Nigeria's manufacturing sector once powered the economy. Today it barely registers.
Back in the early 1980s, factories hummed across Lagos, Kaduna, Kano and Aba. Textile mills hired thousands of workers.
Vehicle assembly plants produced Peugeot, Volkswagen and Leyland models for local markets.
Manufacturing then accounted for more than one-fifth of GDP. Four decades later, it contributes just 8 percent.
Policymakers were convinced industrialisation would transform the nation. They weren't wrong about the goal.
But somewhere along the way, the strategy collapsed.
Nigeria tried three major industrial policies over those decades. Each one rested on a different economic philosophy.
Yet all three produced nearly identical results: factory closures and shrinking output.
The numbers tell the story starkly. Manufacturing's GDP share fell from 20 percent in the early 1980s to 14 percent by 2000.
By 2005 it had slipped to 10 percent. It dropped further to 6.8 percent in 2010.
Today's 8.05 percent figure represents only marginal recovery. Decades of policy have barely reversed the slide.
Experts say the puzzle isn't a shortage of ideas. It's why so many strategies produced so little change.
Oil money lies at the heart of the problem. After the 1973 crude boom, rising revenues strengthened the naira.
Imports became cheaper. Local manufacturers couldn't compete.
Capital and government attention shifted toward oil, construction and services. Manufacturing and agriculture faded into the background.
Economists call this "Dutch Disease." Oil wealth removes the pressure to build competitive industries. Nigeria's factories became dependent on imported machinery and foreign exchange—even when official policy supposedly protected them.
That contradiction haunted every reform attempt afterward.
The first major strategy came in the 1960s. Nigeria adopted Import Substitution Industrialisation, or ISI, and stuck with it through the mid-1980s.
The idea was simple: build domestic capacity behind tariff walls. License restrictions would keep out foreign competitors.
Government support would nurture local producers.
For a time it appeared to work. Manufacturing averaged roughly 20 percent of GDP throughout much of the 1980s.
It peaked at about 21 percent in 1984 and 1985.
But beneath the surface, trouble was brewing. Many factories functioned as assembly operations only.
They imported machinery, components and intermediate inputs from abroad.
Vehicle plants sourced major portions of their parts overseas. Textile firms depended heavily on imported equipment and chemicals.
Protection existed on paper. Productivity did not.
The factories stood. Their contribution to real economic development was questionable.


# What you should do
Repeat every line of the data exactly; no picture belongs in the copy.

# Records for the exercise
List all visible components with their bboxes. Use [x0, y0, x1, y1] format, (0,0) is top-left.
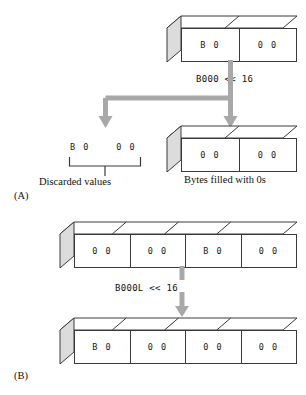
operation-label-b: B000L << 16	[115, 283, 178, 293]
discarded-values-caption: Discarded values	[39, 176, 111, 187]
zero-fill-caption: Bytes filled with 0s	[184, 174, 266, 185]
memory-cell: 0 0	[75, 235, 131, 267]
memory-cell: 0 0	[186, 331, 242, 363]
figure-canvas: B 0 0 0 B000 << 16 B 0 0 0 Discarded val…	[0, 0, 306, 395]
box-front-face: 0 0 0 0	[181, 138, 297, 172]
memory-cell: B 0	[186, 235, 242, 267]
memory-cell: 0 0	[242, 331, 297, 363]
discarded-cell-value: B 0	[70, 142, 90, 152]
memory-cell: 0 0	[242, 235, 297, 267]
two-byte-result-box: 0 0 0 0	[167, 126, 297, 172]
memory-cell: B 0	[75, 331, 131, 363]
memory-cell: 0 0	[240, 29, 297, 61]
two-byte-source-box: B 0 0 0	[167, 16, 297, 62]
shift-branch-arrow	[96, 60, 236, 130]
four-byte-result-box: B 0 0 0 0 0 0 0	[60, 318, 297, 364]
box-front-face: B 0 0 0	[181, 28, 297, 62]
panel-label-b: (B)	[14, 370, 28, 381]
discarded-values-brace	[68, 155, 142, 177]
panel-label-a: (A)	[14, 190, 29, 201]
four-byte-source-box: 0 0 0 0 B 0 0 0	[60, 222, 297, 268]
operation-label-a: B000 << 16	[196, 74, 253, 84]
memory-cell: 0 0	[131, 331, 187, 363]
discarded-cell-value: 0 0	[116, 142, 136, 152]
discarded-values-row: B 0 0 0	[70, 142, 136, 152]
memory-cell: 0 0	[182, 139, 240, 171]
memory-cell: B 0	[182, 29, 240, 61]
memory-cell: 0 0	[131, 235, 187, 267]
box-front-face: 0 0 0 0 B 0 0 0	[74, 234, 297, 268]
box-front-face: B 0 0 0 0 0 0 0	[74, 330, 297, 364]
memory-cell: 0 0	[240, 139, 297, 171]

# Result of this exercise
List all visible components with their bboxes. Use [x0, y0, x1, y1] format, (0,0) is top-left.
operation-label-b: B000L << 16	[115, 283, 178, 293]
discarded-values-caption: Discarded values	[39, 176, 111, 187]
zero-fill-caption: Bytes filled with 0s	[184, 174, 266, 185]
memory-cell: 0 0	[75, 235, 131, 267]
memory-cell: 0 0	[186, 331, 242, 363]
figure-canvas: B 0 0 0 B000 << 16 B 0 0 0 Discarded val…	[0, 0, 306, 395]
box-front-face: 0 0 0 0	[181, 138, 297, 172]
memory-cell: B 0	[186, 235, 242, 267]
memory-cell: 0 0	[242, 331, 297, 363]
discarded-cell-value: B 0	[70, 142, 90, 152]
memory-cell: 0 0	[242, 235, 297, 267]
two-byte-result-box: 0 0 0 0	[167, 126, 297, 172]
memory-cell: B 0	[75, 331, 131, 363]
memory-cell: 0 0	[240, 29, 297, 61]
two-byte-source-box: B 0 0 0	[167, 16, 297, 62]
shift-branch-arrow	[96, 60, 236, 130]
four-byte-result-box: B 0 0 0 0 0 0 0	[60, 318, 297, 364]
box-front-face: B 0 0 0	[181, 28, 297, 62]
panel-label-b: (B)	[14, 370, 28, 381]
discarded-values-brace	[68, 155, 142, 177]
panel-label-a: (A)	[14, 190, 29, 201]
four-byte-source-box: 0 0 0 0 B 0 0 0	[60, 222, 297, 268]
operation-label-a: B000 << 16	[196, 74, 253, 84]
memory-cell: 0 0	[131, 331, 187, 363]
discarded-cell-value: 0 0	[116, 142, 136, 152]
discarded-values-row: B 0 0 0	[70, 142, 136, 152]
memory-cell: 0 0	[182, 139, 240, 171]
memory-cell: B 0	[182, 29, 240, 61]
memory-cell: 0 0	[131, 235, 187, 267]
box-front-face: 0 0 0 0 B 0 0 0	[74, 234, 297, 268]
box-front-face: B 0 0 0 0 0 0 0	[74, 330, 297, 364]
memory-cell: 0 0	[240, 139, 297, 171]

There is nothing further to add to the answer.